On 6/25/2014 7:03 PM, LizR wrote:
On 25 June 2014 16:52, meekerdb <[email protected] <mailto:[email protected]>> wrote:On 6/24/2014 2:29 AM, LizR wrote:On 24 June 2014 17:04, meekerdb <[email protected] <mailto:[email protected]>> wrote: If primitive matter existed, and if it has a role for consciousness, or for consciousness instantiation, step 8, and the argument above, makes that role very mysterious, so much that it is not clear why we could still say yes to the doctor in virtue of correct digital rendering. You can still say yes to the doctor because he is going to use matter to make your brain prosthesis. Surely that will just be a copy that thinks it's you - it won't be you, so if you are destroyed in the process of making the digital copy, you really do die.

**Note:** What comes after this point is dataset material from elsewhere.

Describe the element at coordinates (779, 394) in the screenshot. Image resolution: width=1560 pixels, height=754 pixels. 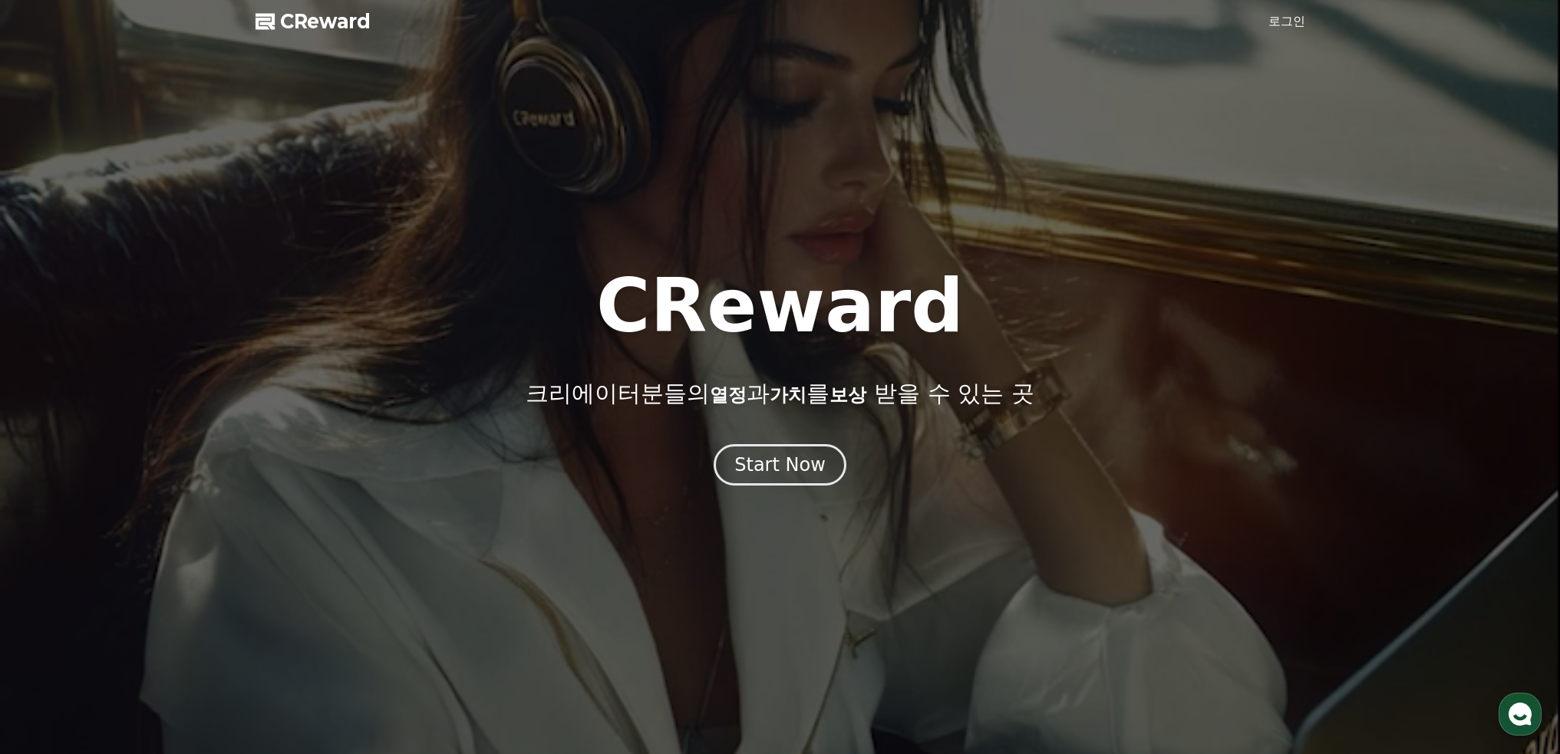
I see `p: 크리에이터분들의 과 를 받을 수 있는 곳` at that location.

While in comp the digital copy /is/ you, by definition.?? Comp is the theory that it will be you after the doctor gives you a prothesis for your brain (plus some other assumptions). It will be you even after you are duplicated (though it's troubling for JKC that "you" is both singular and plural).Yes, that's right. And primitive materialism would distinguish between two identical versions of you, if only because they occupy different positions (and due to no-cloning). So a PM copy could only ever be a "copy that thinks it's you", while a comp copy would be one that actually is you (assuming comp is correct, of course).
The Everett copy is different because it cannot interact with it's original, so they can have the same past including spacetime location. In Bruno's thought experiment the M copy and the W copy are physically different. If comp is true then at the most fundamental level it's impossible to have copies; it would be like having copies of the number 7.